FlyerTalk Forums - View Single Post - Can Robots Better Spot Terrorists at Airports?
Old Jan 1, 2014, 12:11 pm
  #6  
jkhuggins
 
Join Date: Nov 2008
Posts: 3,657
West, you know the respect I have for you --- especially for braving this forum on a regular basis. But I'm going to disagree with you pretty strongly on this one.

Originally Posted by gsoltso
Some of this includes watching people for those that stand out - you and about 99% of us do this all day, everyday, everywhere. You get that sense of someone that you don't want to be near, you avoid them, many times subconsciously.
And, many times, that subconscious judgment is based on items that are not appropriate for a security officer --- judgments based on race, on gender, on religion, and so on.

Originally Posted by gsoltso
Police Officers do it all day while on patrol, something sticks out, they (at least some of them do) go check out what is going on.
And look at how much controversy "stop-and-frisk" has in the communities where it is practiced, such as New York City. Most NYPD officers would tell you that they're simply checking out people who "don't fit" ... and, lo and behold, the percentage of African Americans who "don't fit" far exceeds their proportions in the general population.

Originally Posted by gsoltso
I think that one problem with automating the system completely is losing that human element of intuition.
It also potentially eliminates that human element of prejudice.

Originally Posted by gsoltso
We can program the crap out of computers, but until we have some pretty serious software breakthroughs, they are not going to have the same natural reaction to things that make us aware of someone that is outside of the norms and mores of the location.
Ah ... the thoroughly-discredited "War on the Unexpected".

Originally Posted by gsoltso
While I am all for automation as part of the process, I would always be more comfortable with some humans at the location (regardless of whether it remains TSA or some other form of security as many suggest). We have developed this internal "radar" over millenia, to ignore it is to deny an effective tool in the process.
As a technologist, I'm in agreement that security screening tasks shouldn't be completely automated. Technologies fail, and humans are needed to recognize their failures and compensate for them. But let's not pretend that humans are perfect either. There are times that impersonal judgments are to be preferred over subjective human judgments.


REQUIRED ACTION:
Please report, as a bare number, how many lines below include the string "cross".

SUPPLIED MATERIAL:
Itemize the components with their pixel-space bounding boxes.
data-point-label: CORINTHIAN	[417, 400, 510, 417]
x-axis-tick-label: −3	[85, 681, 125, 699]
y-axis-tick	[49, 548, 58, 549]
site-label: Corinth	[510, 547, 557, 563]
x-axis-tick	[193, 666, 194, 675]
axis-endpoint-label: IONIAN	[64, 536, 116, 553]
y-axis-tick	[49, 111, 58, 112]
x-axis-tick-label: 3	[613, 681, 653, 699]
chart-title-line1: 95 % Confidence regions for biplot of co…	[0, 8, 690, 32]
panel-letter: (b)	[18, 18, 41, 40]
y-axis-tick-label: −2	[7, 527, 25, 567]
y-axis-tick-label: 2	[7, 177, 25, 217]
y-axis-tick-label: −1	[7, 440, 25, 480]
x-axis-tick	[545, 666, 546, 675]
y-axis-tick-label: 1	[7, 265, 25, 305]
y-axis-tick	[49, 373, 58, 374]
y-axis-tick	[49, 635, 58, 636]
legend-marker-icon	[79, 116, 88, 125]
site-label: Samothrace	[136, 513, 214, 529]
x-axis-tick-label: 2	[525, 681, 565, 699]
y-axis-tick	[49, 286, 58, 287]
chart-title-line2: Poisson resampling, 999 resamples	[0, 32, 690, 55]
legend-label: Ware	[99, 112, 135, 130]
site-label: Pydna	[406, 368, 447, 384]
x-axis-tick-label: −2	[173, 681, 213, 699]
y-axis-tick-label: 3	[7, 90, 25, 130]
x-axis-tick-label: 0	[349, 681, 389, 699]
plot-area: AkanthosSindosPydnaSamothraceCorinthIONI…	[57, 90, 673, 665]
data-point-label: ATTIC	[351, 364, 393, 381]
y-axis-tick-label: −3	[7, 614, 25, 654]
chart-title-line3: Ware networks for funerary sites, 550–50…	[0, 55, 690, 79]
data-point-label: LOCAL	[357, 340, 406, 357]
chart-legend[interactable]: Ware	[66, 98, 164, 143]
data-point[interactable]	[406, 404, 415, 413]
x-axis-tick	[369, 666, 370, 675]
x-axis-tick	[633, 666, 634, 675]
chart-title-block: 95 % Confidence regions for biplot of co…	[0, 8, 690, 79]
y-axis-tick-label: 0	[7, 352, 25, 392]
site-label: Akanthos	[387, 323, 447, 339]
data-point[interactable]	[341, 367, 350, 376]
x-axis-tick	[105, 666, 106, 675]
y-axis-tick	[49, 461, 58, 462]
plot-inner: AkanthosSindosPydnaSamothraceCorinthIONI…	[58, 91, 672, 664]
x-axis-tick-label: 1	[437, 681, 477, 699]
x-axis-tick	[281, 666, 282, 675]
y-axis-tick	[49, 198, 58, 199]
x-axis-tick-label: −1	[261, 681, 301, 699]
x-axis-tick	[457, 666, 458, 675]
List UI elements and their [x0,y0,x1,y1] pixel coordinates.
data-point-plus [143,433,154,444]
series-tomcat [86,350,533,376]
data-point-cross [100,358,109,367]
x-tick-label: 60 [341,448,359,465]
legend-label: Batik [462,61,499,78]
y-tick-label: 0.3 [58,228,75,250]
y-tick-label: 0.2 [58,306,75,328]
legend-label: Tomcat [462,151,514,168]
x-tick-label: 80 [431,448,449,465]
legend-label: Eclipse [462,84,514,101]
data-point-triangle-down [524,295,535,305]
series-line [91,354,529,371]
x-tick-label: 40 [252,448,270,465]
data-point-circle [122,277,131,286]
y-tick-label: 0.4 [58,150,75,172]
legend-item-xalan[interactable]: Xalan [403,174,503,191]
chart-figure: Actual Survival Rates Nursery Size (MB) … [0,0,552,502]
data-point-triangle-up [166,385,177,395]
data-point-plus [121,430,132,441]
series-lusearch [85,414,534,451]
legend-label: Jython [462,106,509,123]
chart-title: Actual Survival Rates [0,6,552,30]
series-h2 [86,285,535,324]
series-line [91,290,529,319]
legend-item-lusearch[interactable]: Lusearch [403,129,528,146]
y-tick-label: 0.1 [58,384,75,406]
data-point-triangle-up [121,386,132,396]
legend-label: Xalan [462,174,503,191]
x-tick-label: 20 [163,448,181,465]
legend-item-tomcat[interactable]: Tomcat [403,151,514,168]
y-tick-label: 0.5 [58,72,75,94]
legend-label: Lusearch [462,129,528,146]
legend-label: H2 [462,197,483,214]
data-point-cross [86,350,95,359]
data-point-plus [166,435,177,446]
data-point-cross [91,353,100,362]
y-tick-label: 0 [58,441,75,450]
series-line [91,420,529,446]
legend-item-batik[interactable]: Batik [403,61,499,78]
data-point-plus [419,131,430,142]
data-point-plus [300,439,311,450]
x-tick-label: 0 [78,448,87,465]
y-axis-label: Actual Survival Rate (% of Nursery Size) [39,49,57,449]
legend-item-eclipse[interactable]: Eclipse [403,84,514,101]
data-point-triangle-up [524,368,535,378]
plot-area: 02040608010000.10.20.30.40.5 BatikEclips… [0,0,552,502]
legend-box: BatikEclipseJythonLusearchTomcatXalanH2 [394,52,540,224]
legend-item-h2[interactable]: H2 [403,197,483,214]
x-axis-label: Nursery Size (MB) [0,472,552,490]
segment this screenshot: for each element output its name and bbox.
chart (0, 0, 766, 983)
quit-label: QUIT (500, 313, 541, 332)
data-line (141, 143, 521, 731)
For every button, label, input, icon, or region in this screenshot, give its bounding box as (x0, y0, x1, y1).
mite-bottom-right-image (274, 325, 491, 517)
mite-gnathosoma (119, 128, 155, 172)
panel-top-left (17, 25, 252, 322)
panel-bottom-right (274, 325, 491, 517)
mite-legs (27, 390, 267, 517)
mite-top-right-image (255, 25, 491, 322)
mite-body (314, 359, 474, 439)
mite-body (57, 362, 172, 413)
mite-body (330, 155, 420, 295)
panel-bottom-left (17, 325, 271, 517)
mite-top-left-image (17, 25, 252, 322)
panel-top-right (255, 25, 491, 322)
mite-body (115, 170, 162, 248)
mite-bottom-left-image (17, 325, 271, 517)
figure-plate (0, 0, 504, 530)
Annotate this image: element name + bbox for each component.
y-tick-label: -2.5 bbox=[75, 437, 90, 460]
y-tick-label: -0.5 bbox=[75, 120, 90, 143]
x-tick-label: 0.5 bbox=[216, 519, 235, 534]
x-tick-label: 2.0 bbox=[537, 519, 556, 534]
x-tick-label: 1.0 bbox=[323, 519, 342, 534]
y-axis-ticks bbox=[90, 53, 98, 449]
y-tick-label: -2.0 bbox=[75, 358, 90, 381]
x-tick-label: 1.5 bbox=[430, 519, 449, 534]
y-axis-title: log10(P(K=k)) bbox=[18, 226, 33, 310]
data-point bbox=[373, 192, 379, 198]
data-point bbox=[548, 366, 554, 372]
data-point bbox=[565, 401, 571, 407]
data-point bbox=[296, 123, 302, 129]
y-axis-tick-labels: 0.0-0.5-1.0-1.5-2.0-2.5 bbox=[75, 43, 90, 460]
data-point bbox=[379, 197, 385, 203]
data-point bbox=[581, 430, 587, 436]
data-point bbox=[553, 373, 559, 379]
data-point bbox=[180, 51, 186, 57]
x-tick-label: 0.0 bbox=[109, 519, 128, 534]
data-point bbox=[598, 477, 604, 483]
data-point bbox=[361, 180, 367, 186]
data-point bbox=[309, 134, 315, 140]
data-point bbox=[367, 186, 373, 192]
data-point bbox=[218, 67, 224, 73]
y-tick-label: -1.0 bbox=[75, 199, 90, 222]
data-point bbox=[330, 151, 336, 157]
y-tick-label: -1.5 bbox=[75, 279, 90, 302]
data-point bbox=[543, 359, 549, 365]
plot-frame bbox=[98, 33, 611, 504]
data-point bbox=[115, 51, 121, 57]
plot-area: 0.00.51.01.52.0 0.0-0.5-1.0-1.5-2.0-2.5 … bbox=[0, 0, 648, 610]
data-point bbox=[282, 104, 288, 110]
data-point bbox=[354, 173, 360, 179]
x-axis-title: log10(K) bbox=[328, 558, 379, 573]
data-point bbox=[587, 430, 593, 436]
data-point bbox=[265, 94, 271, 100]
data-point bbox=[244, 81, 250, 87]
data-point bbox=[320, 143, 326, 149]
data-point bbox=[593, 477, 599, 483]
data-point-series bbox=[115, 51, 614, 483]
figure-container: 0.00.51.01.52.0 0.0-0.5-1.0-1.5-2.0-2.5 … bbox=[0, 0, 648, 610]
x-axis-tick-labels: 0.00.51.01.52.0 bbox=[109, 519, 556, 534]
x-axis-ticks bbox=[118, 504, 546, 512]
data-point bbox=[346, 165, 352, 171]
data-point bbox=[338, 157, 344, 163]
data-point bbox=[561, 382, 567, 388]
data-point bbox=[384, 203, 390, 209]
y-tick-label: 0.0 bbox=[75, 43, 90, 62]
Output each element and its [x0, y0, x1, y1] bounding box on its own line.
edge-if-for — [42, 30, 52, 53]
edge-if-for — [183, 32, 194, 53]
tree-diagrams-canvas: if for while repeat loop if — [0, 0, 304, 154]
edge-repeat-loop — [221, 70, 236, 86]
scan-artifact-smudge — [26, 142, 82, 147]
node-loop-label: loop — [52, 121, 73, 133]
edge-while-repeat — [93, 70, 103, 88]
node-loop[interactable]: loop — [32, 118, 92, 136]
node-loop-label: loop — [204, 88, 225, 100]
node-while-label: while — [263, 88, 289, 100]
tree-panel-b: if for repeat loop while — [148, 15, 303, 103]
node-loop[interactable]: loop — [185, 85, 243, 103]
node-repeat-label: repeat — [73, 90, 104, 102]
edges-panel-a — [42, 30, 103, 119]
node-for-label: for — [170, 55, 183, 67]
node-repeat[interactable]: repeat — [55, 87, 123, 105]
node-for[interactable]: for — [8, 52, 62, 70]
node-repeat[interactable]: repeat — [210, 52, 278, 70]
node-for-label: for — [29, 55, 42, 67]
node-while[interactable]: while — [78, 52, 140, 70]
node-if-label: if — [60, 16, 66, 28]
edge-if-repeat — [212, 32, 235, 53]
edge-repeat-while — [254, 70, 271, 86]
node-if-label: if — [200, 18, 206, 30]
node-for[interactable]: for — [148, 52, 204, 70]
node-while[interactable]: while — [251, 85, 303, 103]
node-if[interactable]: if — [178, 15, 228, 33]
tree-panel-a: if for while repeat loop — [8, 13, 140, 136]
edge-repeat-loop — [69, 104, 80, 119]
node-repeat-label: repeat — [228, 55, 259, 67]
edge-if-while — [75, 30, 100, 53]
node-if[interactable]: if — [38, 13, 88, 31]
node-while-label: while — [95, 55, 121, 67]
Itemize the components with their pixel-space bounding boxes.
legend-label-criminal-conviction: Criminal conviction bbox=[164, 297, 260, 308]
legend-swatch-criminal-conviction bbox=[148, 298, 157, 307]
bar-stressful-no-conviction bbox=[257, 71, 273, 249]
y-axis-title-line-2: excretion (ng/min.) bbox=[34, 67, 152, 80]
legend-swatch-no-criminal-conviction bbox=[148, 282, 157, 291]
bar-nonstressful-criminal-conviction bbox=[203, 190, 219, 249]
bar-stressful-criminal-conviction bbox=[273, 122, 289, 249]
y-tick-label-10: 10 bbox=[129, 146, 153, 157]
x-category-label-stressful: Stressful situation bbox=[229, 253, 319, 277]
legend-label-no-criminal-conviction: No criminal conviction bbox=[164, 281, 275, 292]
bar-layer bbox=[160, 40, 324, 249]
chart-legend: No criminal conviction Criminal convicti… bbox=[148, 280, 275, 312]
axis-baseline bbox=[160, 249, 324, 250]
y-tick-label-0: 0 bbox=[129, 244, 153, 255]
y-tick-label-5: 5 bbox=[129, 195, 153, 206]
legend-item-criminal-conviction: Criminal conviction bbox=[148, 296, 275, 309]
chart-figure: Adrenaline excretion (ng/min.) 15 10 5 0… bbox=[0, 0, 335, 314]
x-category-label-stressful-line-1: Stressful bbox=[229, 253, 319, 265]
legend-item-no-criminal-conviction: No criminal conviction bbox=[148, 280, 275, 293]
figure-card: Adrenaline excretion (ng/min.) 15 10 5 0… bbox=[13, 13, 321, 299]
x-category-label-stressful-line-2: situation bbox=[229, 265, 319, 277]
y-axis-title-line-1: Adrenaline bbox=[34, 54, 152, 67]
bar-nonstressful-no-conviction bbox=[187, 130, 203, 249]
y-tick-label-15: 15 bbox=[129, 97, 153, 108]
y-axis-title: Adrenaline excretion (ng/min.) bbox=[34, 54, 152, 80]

EXERCISE RESULT:
3